Bdellium (Heb. Bedoloch) is mentioned in Genesis, ii, 12, as being found along with gold and onyx in the land of Havilah, near the Garden of Eden. The association with gold and onyx suggests that bdellium was a precious stone. The Septuagint translates the word in Genesis, anthrax, carbuncle; but renders the same Hebrew word in Numbers, xi, 7, where the manna is likened to bdellium, by Krystallos, crystals. The Greek bdellion described by Dioscorides and Pliny was the fragrant gum from a species of Balsamodendron, and this word was almost certainly derived from an Eastern source, and might easily have been originally a generic term for pearls. Pearls would better than anything else fit the reference in Numbers (“like coriander seed, and the appearance thereof as the appearance of bdellium”), and this is the meaning attached to the word in the rabbinical traditions.
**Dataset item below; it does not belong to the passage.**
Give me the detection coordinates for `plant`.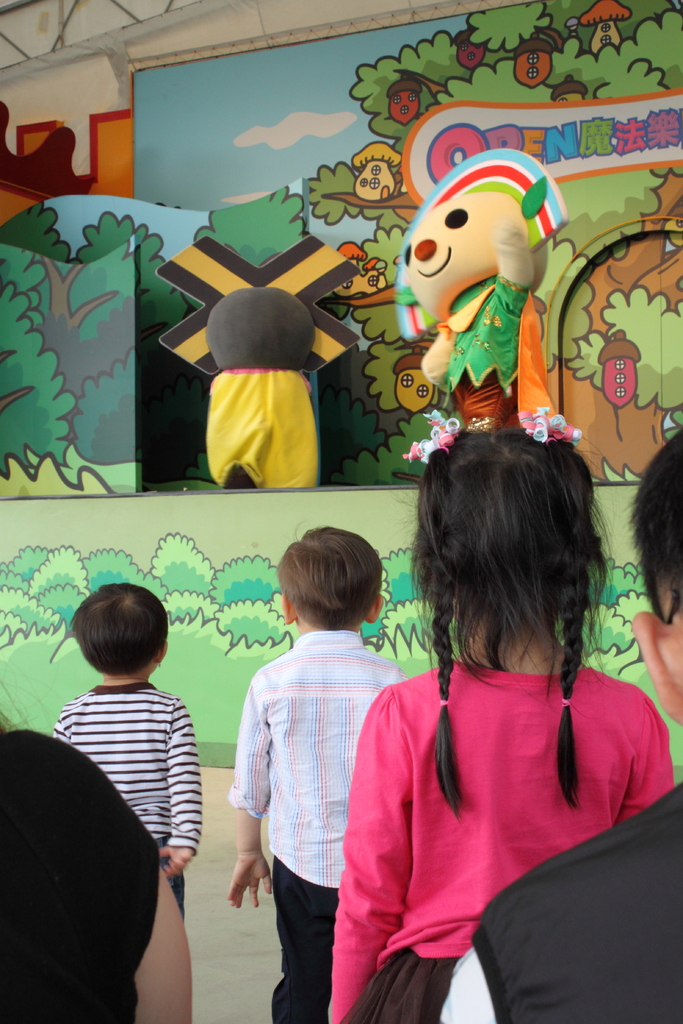
{"x1": 208, "y1": 551, "x2": 274, "y2": 607}.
Some authorities have conjectured that the “ד” (d) of bedolach may have been substituted for “ר” (r) berolach, so that the beryl stone may have been intended.
Aloes Wood.
References to aloes are frequent in the Scriptures. The first allusion is found in Numbers, xxiv, 6, when in his poetic prophecy Balaam describes Israel flourishing “as lign-aloes which the Lord hath planted.” The other allusions occur in Psalm xlv, 8, Proverbs, vii, 17, Canticles, iv, 14, and John, xix, 39. In the four last-named passages aloes is associated with myrrh as a perfume. Of course it is understood that the lign or lignum aloes, the perfumed wood of the aquilaria agallocha, the eagle wood of India, is meant, but as that tree is believed not to have been known except in the Malayan peninsula in the days of Balaam, critics have remarked on the extraordinary circumstance that it should be used as a simile by an orator in Palestine who would naturally select objects for comparison familiar to his hearers. It has been suggested, and with much force, that the original word in Balaam’s prophecy may have been the Hebrew word for the palm or date tree. The Septuagint translates the word “tents.”